Near the house, flanked by containers where Marguerite grows tomatoes and basil, are three big plastic tanks of diamondbacks: ten-inch females, six-inch males, tiny hatchlings. The turtles are an odd combination of stoic and social, crawling slowly up to and over one another, bumping gently against the sides with a sound like the start of rain. When held they regard us calmly. Many have distinct “diamond” points along the midline of their upper carapace. Each scute plate is whorled, like the central few lines of a fingerprint, or the stretched view of the mission staircase in
Vertigo.
When we boarded the plane, two small kids in tow, people eyed us as though we were guiding wolverines. But Mio is, at this stage of her life, basically a purse. And we were able to keep Erik happy by alternating chants of “We’re gonna see turtles, right, man? Turtles! Yeah, turtles!” with the funktastic colors and sounds of an
Electric Company
DVD. Now we’ve made it, and Erik is on all fours, completely absorbed by finding eggs buried in the fenced laying area. He peers so closely into the hole that I have to crane to see the eggs emerge from the sand. One, two, three . . . each egg is half the size of a Ping-Pong ball, each dented and somewhat squished (they’re hard as hens’ eggs now, but when first laid the shells were soft as leather). This clutch has ten in all, several fewer than average; amazingly, though laid all at once by a single female, it might have more than one father—a female can store sperm for up to four years. Carefully, keeping them upright, Marguerite places each egg into a bucket full of sand.

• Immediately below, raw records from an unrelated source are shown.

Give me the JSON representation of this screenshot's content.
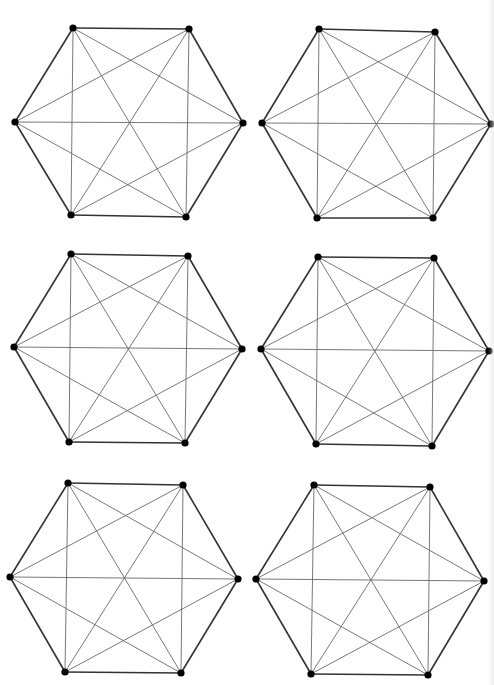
{
  "diagram": {
    "graph_type": "K6",
    "vertex_count": 6,
    "edge_count": 15,
    "colors": {
      "background": "#ffffff",
      "vertex": "#000000",
      "perimeter_edge": "#333333",
      "diagonal_edge": "#6a6a6a"
    },
    "style": {
      "vertex_radius": 3.6,
      "perimeter_width": 1.6,
      "diagonal_width": 0.9
    },
    "panels": [
      {
        "id": "panel-1",
        "vertices": [
          [
            73,
            28
          ],
          [
            189,
            29
          ],
          [
            243,
            123
          ],
          [
            186,
            217
          ],
          [
            71,
            215
          ],
          [
            15,
            122
          ]
        ]
      },
      {
        "id": "panel-2",
        "vertices": [
          [
            319,
            29
          ],
          [
            435,
            32
          ],
          [
            491,
            124
          ],
          [
            433,
            218
          ],
          [
            317,
            218
          ],
          [
            262,
            123
          ]
        ]
      },
      {
        "id": "panel-3",
        "vertices": [
          [
            71,
            254
          ],
          [
            188,
            256
          ],
          [
            242,
            349
          ],
          [
            185,
            443
          ],
          [
            69,
            442
          ],
          [
            14,
            347
          ]
        ]
      },
      {
        "id": "panel-4",
        "vertices": [
          [
            318,
            257
          ],
          [
            434,
            258
          ],
          [
            489,
            351
          ],
          [
            432,
            446
          ],
          [
            316,
            444
          ],
          [
            261,
            349
          ]
        ]
      },
      {
        "id": "panel-5",
        "vertices": [
          [
            68,
            483
          ],
          [
            183,
            485
          ],
          [
            238,
            579
          ],
          [
            181,
            673
          ],
          [
            65,
            672
          ],
          [
            10,
            577
          ]
        ]
      },
      {
        "id": "panel-6",
        "vertices": [
          [
            314,
            485
          ],
          [
            430,
            487
          ],
          [
            484,
            581
          ],
          [
            428,
            675
          ],
          [
            311,
            674
          ],
          [
            256,
            579
          ]
        ]
      }
    ]
  }
}
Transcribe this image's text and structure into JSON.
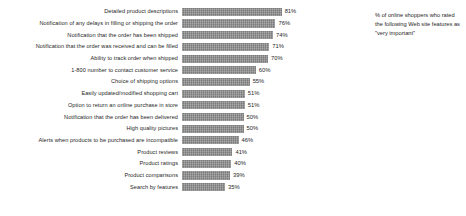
{
  "annotation": {
    "text": "% of online shoppers who rated the following Web site features as \"very important\""
  },
  "chart_data": {
    "type": "bar",
    "title": "",
    "subtitle": "",
    "xlabel": "",
    "ylabel": "",
    "orientation": "horizontal",
    "grid": false,
    "legend": false,
    "xlim": [
      0,
      100
    ],
    "value_suffix": "%",
    "bar_color": "#8a8a8a",
    "categories": [
      "Detailed product descriptions",
      "Notification of any delays in filling or shipping the order",
      "Notification that the order has been shipped",
      "Notification that the order was received and can be filled",
      "Ability to track order when shipped",
      "1-800 number to contact customer service",
      "Choice of shipping options",
      "Easily updated/modified shopping cart",
      "Option to return an online purchase in store",
      "Notification that the order has been delivered",
      "High quality pictures",
      "Alerts when products to be purchased are incompatible",
      "Product reviews",
      "Product ratings",
      "Product comparisons",
      "Search by features"
    ],
    "values": [
      81,
      76,
      74,
      71,
      70,
      60,
      55,
      51,
      51,
      50,
      50,
      46,
      41,
      40,
      39,
      35
    ],
    "value_labels": [
      "81%",
      "76%",
      "74%",
      "71%",
      "70%",
      "60%",
      "55%",
      "51%",
      "51%",
      "50%",
      "50%",
      "46%",
      "41%",
      "40%",
      "39%",
      "35%"
    ]
  }
}
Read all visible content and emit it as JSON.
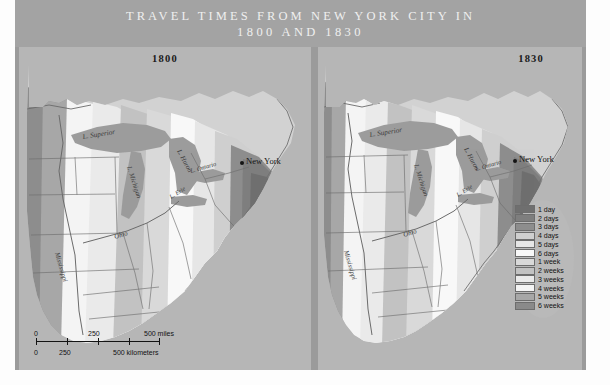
{
  "figure": {
    "title_line1": "TRAVEL TIMES FROM NEW YORK CITY IN",
    "title_line2": "1800 AND 1830"
  },
  "panels": [
    {
      "year": "1800",
      "city_label": "New York",
      "water_labels": [
        "L. Superior",
        "L. Michigan",
        "L. Huron",
        "L. Erie",
        "L. Ontario"
      ],
      "river_labels": [
        "Mississippi",
        "Ohio"
      ]
    },
    {
      "year": "1830",
      "city_label": "New York",
      "water_labels": [
        "L. Superior",
        "L. Michigan",
        "L. Huron",
        "L. Erie",
        "L. Ontario"
      ],
      "river_labels": [
        "Mississippi",
        "Ohio"
      ]
    }
  ],
  "legend": {
    "entries": [
      {
        "label": "1 day",
        "color": "#6f6f6f"
      },
      {
        "label": "2 days",
        "color": "#7e7e7e"
      },
      {
        "label": "3 days",
        "color": "#8d8d8d"
      },
      {
        "label": "4 days",
        "color": "#cfcfcf"
      },
      {
        "label": "5 days",
        "color": "#e6e6e6"
      },
      {
        "label": "6 days",
        "color": "#f8f8f8"
      },
      {
        "label": "1 week",
        "color": "#d9d9d9"
      },
      {
        "label": "2 weeks",
        "color": "#c2c2c2"
      },
      {
        "label": "3 weeks",
        "color": "#eaeaea"
      },
      {
        "label": "4 weeks",
        "color": "#f4f4f4"
      },
      {
        "label": "5 weeks",
        "color": "#a7a7a7"
      },
      {
        "label": "6 weeks",
        "color": "#8a8a8a"
      }
    ]
  },
  "scale_bar": {
    "miles": {
      "start": "0",
      "mid": "250",
      "end": "500 miles"
    },
    "kilometers": {
      "start": "0",
      "mid": "250",
      "end": "500 kilometers"
    }
  },
  "chart_data": {
    "type": "map",
    "title": "Travel times from New York City in 1800 and 1830",
    "map_kind": "isochrone / travel-time contour map",
    "region": "Eastern United States",
    "origin_city": "New York",
    "panels": [
      {
        "year": 1800,
        "note": "Isochrones tightly clustered around New York; 6 weeks reaches only to the Mississippi/Great Lakes frontier."
      },
      {
        "year": 1830,
        "note": "Isochrones expanded westward; 1-2 week bands reach the Ohio valley and Great Lakes."
      }
    ],
    "isochrone_levels": [
      "1 day",
      "2 days",
      "3 days",
      "4 days",
      "5 days",
      "6 days",
      "1 week",
      "2 weeks",
      "3 weeks",
      "4 weeks",
      "5 weeks",
      "6 weeks"
    ],
    "scale_miles": [
      0,
      250,
      500
    ],
    "scale_kilometers": [
      0,
      250,
      500
    ],
    "legend_position": "lower right"
  }
}
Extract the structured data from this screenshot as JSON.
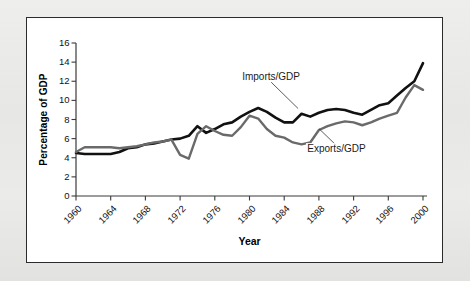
{
  "figure": {
    "panel_bg": "#ffffff",
    "page_bg": "#e9e9e7",
    "border_color": "#2b2b2b"
  },
  "chart_data": {
    "type": "line",
    "title": "",
    "xlabel": "Year",
    "ylabel": "Percentage of GDP",
    "xlim": [
      1960,
      2000
    ],
    "ylim": [
      0,
      16
    ],
    "xticks": [
      1960,
      1964,
      1968,
      1972,
      1976,
      1980,
      1984,
      1988,
      1992,
      1996,
      2000
    ],
    "yticks": [
      0,
      2,
      4,
      6,
      8,
      10,
      12,
      14,
      16
    ],
    "grid": false,
    "legend_position": "inline-annotations",
    "x": [
      1960,
      1961,
      1962,
      1963,
      1964,
      1965,
      1966,
      1967,
      1968,
      1969,
      1970,
      1971,
      1972,
      1973,
      1974,
      1975,
      1976,
      1977,
      1978,
      1979,
      1980,
      1981,
      1982,
      1983,
      1984,
      1985,
      1986,
      1987,
      1988,
      1989,
      1990,
      1991,
      1992,
      1993,
      1994,
      1995,
      1996,
      1997,
      1998,
      1999,
      2000
    ],
    "series": [
      {
        "name": "Imports/GDP",
        "color": "#111111",
        "values": [
          4.5,
          4.4,
          4.4,
          4.4,
          4.4,
          4.6,
          5.0,
          5.1,
          5.4,
          5.5,
          5.7,
          5.9,
          6.0,
          6.3,
          7.3,
          6.6,
          7.0,
          7.5,
          7.7,
          8.3,
          8.8,
          9.2,
          8.8,
          8.2,
          7.7,
          7.7,
          8.6,
          8.3,
          8.7,
          9.0,
          9.1,
          9.0,
          8.7,
          8.5,
          9.0,
          9.5,
          9.7,
          10.5,
          11.3,
          12.0,
          13.9
        ]
      },
      {
        "name": "Exports/GDP",
        "color": "#6a6a6a",
        "values": [
          4.6,
          5.1,
          5.1,
          5.1,
          5.1,
          5.0,
          5.1,
          5.2,
          5.4,
          5.6,
          5.7,
          5.9,
          4.3,
          3.9,
          6.5,
          7.3,
          6.8,
          6.4,
          6.3,
          7.2,
          8.4,
          8.1,
          7.0,
          6.3,
          6.1,
          5.6,
          5.4,
          5.6,
          6.9,
          7.3,
          7.6,
          7.8,
          7.7,
          7.4,
          7.7,
          8.1,
          8.4,
          8.7,
          10.3,
          11.6,
          11.1
        ]
      }
    ],
    "annotations": [
      {
        "text": "Imports/GDP",
        "x": 1982.5,
        "y": 12.3
      },
      {
        "text": "Exports/GDP",
        "x": 1990.0,
        "y": 4.8
      }
    ]
  }
}
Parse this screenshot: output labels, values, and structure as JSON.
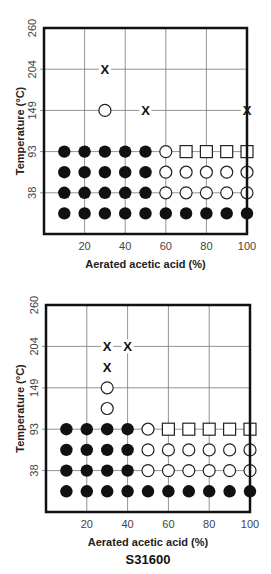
{
  "chart_data": [
    {
      "type": "scatter",
      "title": "S30400",
      "xlabel": "Aerated acetic acid (%)",
      "ylabel": "Temperature (°C)",
      "x_ticks": [
        20,
        40,
        60,
        80,
        100
      ],
      "y_ticks": [
        38,
        93,
        149,
        204,
        260
      ],
      "xlim": [
        0,
        100
      ],
      "grid": true,
      "legend": "none",
      "markers": {
        "filled_circle": "row of filled black circles",
        "open_circle": "open circle",
        "open_square": "open square",
        "x": "cross mark"
      },
      "rows": [
        {
          "y": "204",
          "points": [
            {
              "x": 30,
              "marker": "x"
            }
          ]
        },
        {
          "y": "149",
          "points": [
            {
              "x": 30,
              "marker": "open_circle"
            },
            {
              "x": 50,
              "marker": "x"
            },
            {
              "x": 100,
              "marker": "x"
            }
          ]
        },
        {
          "y": "93",
          "points": [
            {
              "x": 10,
              "marker": "filled_circle"
            },
            {
              "x": 20,
              "marker": "filled_circle"
            },
            {
              "x": 30,
              "marker": "filled_circle"
            },
            {
              "x": 40,
              "marker": "filled_circle"
            },
            {
              "x": 50,
              "marker": "filled_circle"
            },
            {
              "x": 60,
              "marker": "open_circle"
            },
            {
              "x": 70,
              "marker": "open_square"
            },
            {
              "x": 80,
              "marker": "open_square"
            },
            {
              "x": 90,
              "marker": "open_square"
            },
            {
              "x": 100,
              "marker": "open_square"
            }
          ]
        },
        {
          "y": "between 38 and 93",
          "points": [
            {
              "x": 10,
              "marker": "filled_circle"
            },
            {
              "x": 20,
              "marker": "filled_circle"
            },
            {
              "x": 30,
              "marker": "filled_circle"
            },
            {
              "x": 40,
              "marker": "filled_circle"
            },
            {
              "x": 50,
              "marker": "filled_circle"
            },
            {
              "x": 60,
              "marker": "open_circle"
            },
            {
              "x": 70,
              "marker": "open_circle"
            },
            {
              "x": 80,
              "marker": "open_circle"
            },
            {
              "x": 90,
              "marker": "open_circle"
            },
            {
              "x": 100,
              "marker": "open_circle"
            }
          ]
        },
        {
          "y": "38",
          "points": [
            {
              "x": 10,
              "marker": "filled_circle"
            },
            {
              "x": 20,
              "marker": "filled_circle"
            },
            {
              "x": 30,
              "marker": "filled_circle"
            },
            {
              "x": 40,
              "marker": "filled_circle"
            },
            {
              "x": 50,
              "marker": "filled_circle"
            },
            {
              "x": 60,
              "marker": "open_circle"
            },
            {
              "x": 70,
              "marker": "open_circle"
            },
            {
              "x": 80,
              "marker": "open_circle"
            },
            {
              "x": 90,
              "marker": "open_circle"
            },
            {
              "x": 100,
              "marker": "open_circle"
            }
          ]
        },
        {
          "y": "below 38",
          "points": [
            {
              "x": 10,
              "marker": "filled_circle"
            },
            {
              "x": 20,
              "marker": "filled_circle"
            },
            {
              "x": 30,
              "marker": "filled_circle"
            },
            {
              "x": 40,
              "marker": "filled_circle"
            },
            {
              "x": 50,
              "marker": "filled_circle"
            },
            {
              "x": 60,
              "marker": "filled_circle"
            },
            {
              "x": 70,
              "marker": "filled_circle"
            },
            {
              "x": 80,
              "marker": "filled_circle"
            },
            {
              "x": 90,
              "marker": "filled_circle"
            },
            {
              "x": 100,
              "marker": "filled_circle"
            }
          ]
        }
      ]
    },
    {
      "type": "scatter",
      "title": "S31600",
      "xlabel": "Aerated acetic acid (%)",
      "ylabel": "Temperature (°C)",
      "x_ticks": [
        20,
        40,
        60,
        80,
        100
      ],
      "y_ticks": [
        38,
        93,
        149,
        204,
        260
      ],
      "xlim": [
        0,
        100
      ],
      "grid": true,
      "legend": "none",
      "rows": [
        {
          "y": "204",
          "points": [
            {
              "x": 30,
              "marker": "x"
            },
            {
              "x": 40,
              "marker": "x"
            }
          ]
        },
        {
          "y": "between 149 and 204",
          "points": [
            {
              "x": 30,
              "marker": "x"
            }
          ]
        },
        {
          "y": "149",
          "points": [
            {
              "x": 30,
              "marker": "open_circle"
            }
          ]
        },
        {
          "y": "between 93 and 149",
          "points": [
            {
              "x": 30,
              "marker": "open_circle"
            }
          ]
        },
        {
          "y": "93",
          "points": [
            {
              "x": 10,
              "marker": "filled_circle"
            },
            {
              "x": 20,
              "marker": "filled_circle"
            },
            {
              "x": 30,
              "marker": "filled_circle"
            },
            {
              "x": 40,
              "marker": "filled_circle"
            },
            {
              "x": 50,
              "marker": "open_circle"
            },
            {
              "x": 60,
              "marker": "open_square"
            },
            {
              "x": 70,
              "marker": "open_square"
            },
            {
              "x": 80,
              "marker": "open_square"
            },
            {
              "x": 90,
              "marker": "open_square"
            },
            {
              "x": 100,
              "marker": "open_square"
            }
          ]
        },
        {
          "y": "between 38 and 93",
          "points": [
            {
              "x": 10,
              "marker": "filled_circle"
            },
            {
              "x": 20,
              "marker": "filled_circle"
            },
            {
              "x": 30,
              "marker": "filled_circle"
            },
            {
              "x": 40,
              "marker": "filled_circle"
            },
            {
              "x": 50,
              "marker": "open_circle"
            },
            {
              "x": 60,
              "marker": "open_circle"
            },
            {
              "x": 70,
              "marker": "open_circle"
            },
            {
              "x": 80,
              "marker": "open_circle"
            },
            {
              "x": 90,
              "marker": "open_circle"
            },
            {
              "x": 100,
              "marker": "open_circle"
            }
          ]
        },
        {
          "y": "38",
          "points": [
            {
              "x": 10,
              "marker": "filled_circle"
            },
            {
              "x": 20,
              "marker": "filled_circle"
            },
            {
              "x": 30,
              "marker": "filled_circle"
            },
            {
              "x": 40,
              "marker": "filled_circle"
            },
            {
              "x": 50,
              "marker": "open_circle"
            },
            {
              "x": 60,
              "marker": "open_circle"
            },
            {
              "x": 70,
              "marker": "open_circle"
            },
            {
              "x": 80,
              "marker": "open_circle"
            },
            {
              "x": 90,
              "marker": "open_circle"
            },
            {
              "x": 100,
              "marker": "open_circle"
            }
          ]
        },
        {
          "y": "below 38",
          "points": [
            {
              "x": 10,
              "marker": "filled_circle"
            },
            {
              "x": 20,
              "marker": "filled_circle"
            },
            {
              "x": 30,
              "marker": "filled_circle"
            },
            {
              "x": 40,
              "marker": "filled_circle"
            },
            {
              "x": 50,
              "marker": "filled_circle"
            },
            {
              "x": 60,
              "marker": "filled_circle"
            },
            {
              "x": 70,
              "marker": "filled_circle"
            },
            {
              "x": 80,
              "marker": "filled_circle"
            },
            {
              "x": 90,
              "marker": "filled_circle"
            },
            {
              "x": 100,
              "marker": "filled_circle"
            }
          ]
        }
      ]
    }
  ],
  "render": [
    {
      "title": "S30400",
      "top": 0,
      "frame": {
        "x0": 44,
        "y0": 28,
        "x1": 247,
        "y1": 234
      },
      "ytick_rows": {
        "260": 0,
        "204": 2,
        "149": 4,
        "93": 6,
        "38": 8
      },
      "points": [
        {
          "x": 30,
          "r": 2,
          "m": "x"
        },
        {
          "x": 30,
          "r": 4,
          "m": "o"
        },
        {
          "x": 50,
          "r": 4,
          "m": "x"
        },
        {
          "x": 100,
          "r": 4,
          "m": "x"
        },
        {
          "x": 10,
          "r": 6,
          "m": "f"
        },
        {
          "x": 20,
          "r": 6,
          "m": "f"
        },
        {
          "x": 30,
          "r": 6,
          "m": "f"
        },
        {
          "x": 40,
          "r": 6,
          "m": "f"
        },
        {
          "x": 50,
          "r": 6,
          "m": "f"
        },
        {
          "x": 60,
          "r": 6,
          "m": "o"
        },
        {
          "x": 70,
          "r": 6,
          "m": "s"
        },
        {
          "x": 80,
          "r": 6,
          "m": "s"
        },
        {
          "x": 90,
          "r": 6,
          "m": "s"
        },
        {
          "x": 100,
          "r": 6,
          "m": "s"
        },
        {
          "x": 10,
          "r": 7,
          "m": "f"
        },
        {
          "x": 20,
          "r": 7,
          "m": "f"
        },
        {
          "x": 30,
          "r": 7,
          "m": "f"
        },
        {
          "x": 40,
          "r": 7,
          "m": "f"
        },
        {
          "x": 50,
          "r": 7,
          "m": "f"
        },
        {
          "x": 60,
          "r": 7,
          "m": "o"
        },
        {
          "x": 70,
          "r": 7,
          "m": "o"
        },
        {
          "x": 80,
          "r": 7,
          "m": "o"
        },
        {
          "x": 90,
          "r": 7,
          "m": "o"
        },
        {
          "x": 100,
          "r": 7,
          "m": "o"
        },
        {
          "x": 10,
          "r": 8,
          "m": "f"
        },
        {
          "x": 20,
          "r": 8,
          "m": "f"
        },
        {
          "x": 30,
          "r": 8,
          "m": "f"
        },
        {
          "x": 40,
          "r": 8,
          "m": "f"
        },
        {
          "x": 50,
          "r": 8,
          "m": "f"
        },
        {
          "x": 60,
          "r": 8,
          "m": "o"
        },
        {
          "x": 70,
          "r": 8,
          "m": "o"
        },
        {
          "x": 80,
          "r": 8,
          "m": "o"
        },
        {
          "x": 90,
          "r": 8,
          "m": "o"
        },
        {
          "x": 100,
          "r": 8,
          "m": "o"
        },
        {
          "x": 10,
          "r": 9,
          "m": "f"
        },
        {
          "x": 20,
          "r": 9,
          "m": "f"
        },
        {
          "x": 30,
          "r": 9,
          "m": "f"
        },
        {
          "x": 40,
          "r": 9,
          "m": "f"
        },
        {
          "x": 50,
          "r": 9,
          "m": "f"
        },
        {
          "x": 60,
          "r": 9,
          "m": "f"
        },
        {
          "x": 70,
          "r": 9,
          "m": "f"
        },
        {
          "x": 80,
          "r": 9,
          "m": "f"
        },
        {
          "x": 90,
          "r": 9,
          "m": "f"
        },
        {
          "x": 100,
          "r": 9,
          "m": "f"
        }
      ]
    },
    {
      "title": "S31600",
      "top": 277,
      "frame": {
        "x0": 46,
        "y0": 28,
        "x1": 250,
        "y1": 235
      },
      "ytick_rows": {
        "260": 0,
        "204": 2,
        "149": 4,
        "93": 6,
        "38": 8
      },
      "points": [
        {
          "x": 30,
          "r": 2,
          "m": "x"
        },
        {
          "x": 40,
          "r": 2,
          "m": "x"
        },
        {
          "x": 30,
          "r": 3,
          "m": "x"
        },
        {
          "x": 30,
          "r": 4,
          "m": "o"
        },
        {
          "x": 30,
          "r": 5,
          "m": "o"
        },
        {
          "x": 10,
          "r": 6,
          "m": "f"
        },
        {
          "x": 20,
          "r": 6,
          "m": "f"
        },
        {
          "x": 30,
          "r": 6,
          "m": "f"
        },
        {
          "x": 40,
          "r": 6,
          "m": "f"
        },
        {
          "x": 50,
          "r": 6,
          "m": "o"
        },
        {
          "x": 60,
          "r": 6,
          "m": "s"
        },
        {
          "x": 70,
          "r": 6,
          "m": "s"
        },
        {
          "x": 80,
          "r": 6,
          "m": "s"
        },
        {
          "x": 90,
          "r": 6,
          "m": "s"
        },
        {
          "x": 100,
          "r": 6,
          "m": "s"
        },
        {
          "x": 10,
          "r": 7,
          "m": "f"
        },
        {
          "x": 20,
          "r": 7,
          "m": "f"
        },
        {
          "x": 30,
          "r": 7,
          "m": "f"
        },
        {
          "x": 40,
          "r": 7,
          "m": "f"
        },
        {
          "x": 50,
          "r": 7,
          "m": "o"
        },
        {
          "x": 60,
          "r": 7,
          "m": "o"
        },
        {
          "x": 70,
          "r": 7,
          "m": "o"
        },
        {
          "x": 80,
          "r": 7,
          "m": "o"
        },
        {
          "x": 90,
          "r": 7,
          "m": "o"
        },
        {
          "x": 100,
          "r": 7,
          "m": "o"
        },
        {
          "x": 10,
          "r": 8,
          "m": "f"
        },
        {
          "x": 20,
          "r": 8,
          "m": "f"
        },
        {
          "x": 30,
          "r": 8,
          "m": "f"
        },
        {
          "x": 40,
          "r": 8,
          "m": "f"
        },
        {
          "x": 50,
          "r": 8,
          "m": "o"
        },
        {
          "x": 60,
          "r": 8,
          "m": "o"
        },
        {
          "x": 70,
          "r": 8,
          "m": "o"
        },
        {
          "x": 80,
          "r": 8,
          "m": "o"
        },
        {
          "x": 90,
          "r": 8,
          "m": "o"
        },
        {
          "x": 100,
          "r": 8,
          "m": "o"
        },
        {
          "x": 10,
          "r": 9,
          "m": "f"
        },
        {
          "x": 20,
          "r": 9,
          "m": "f"
        },
        {
          "x": 30,
          "r": 9,
          "m": "f"
        },
        {
          "x": 40,
          "r": 9,
          "m": "f"
        },
        {
          "x": 50,
          "r": 9,
          "m": "f"
        },
        {
          "x": 60,
          "r": 9,
          "m": "f"
        },
        {
          "x": 70,
          "r": 9,
          "m": "f"
        },
        {
          "x": 80,
          "r": 9,
          "m": "f"
        },
        {
          "x": 90,
          "r": 9,
          "m": "f"
        },
        {
          "x": 100,
          "r": 9,
          "m": "f"
        }
      ]
    }
  ],
  "labels": {
    "xlabel": "Aerated acetic acid (%)",
    "ylabel": "Temperature (°C)",
    "top_title": "S30400",
    "bottom_title": "S31600"
  }
}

Though she started out leasing a small portion of a wildlife refuge along the South River in Annapolis, where she worked to protect terrapins from litter, campfires, and boats, Marguerite chose Neavitt deliberately. This part of the Eastern Shore, she says, has a strong conservation ethic, and there are still some large farms left amid houses on land that once grew pink tomatoes and sweet corn. “There’s a reason we don’t do heart transplants in ninety-year-olds,” she says. “You have to focus on the good bets, the things you can save for the long term.”
Terrapins used to be vulnerable to upper-class appetites. Today, with their commercial catch and sale banned, they’re more vulnerable to upper-class summer homes—the developments that eat up modest old houses and farms, replace meadows with lawns, and block routes to nesting grounds with banks of broken-stone riprap meant to slow the shore’s erosion. But Neavitt, which was at the heart of the old terrapin fishery, is still intimately connected to the water. The public pier is filled with working boats, barnacled and beaten and sturdy-looking. There’s a crab-shedding operation around the corner, holding blue crabs until they molt and become softshells; Marguerite’s cottage was once a modest lodge for canvasback-duck hunters. Her immediate neighbor, Joe Jones, worked as a waterman for thirty years—hauling crab pots at 4:00 A.M., switching to oysters at 10:00 (Joe says he starts feeling homesick as soon as he passes Bozman, six miles up the road). A high spring tide will flood the sharp, salt-loving spartina grass, and then twenty feet of Joe’s mowed lawn; the water wants this land.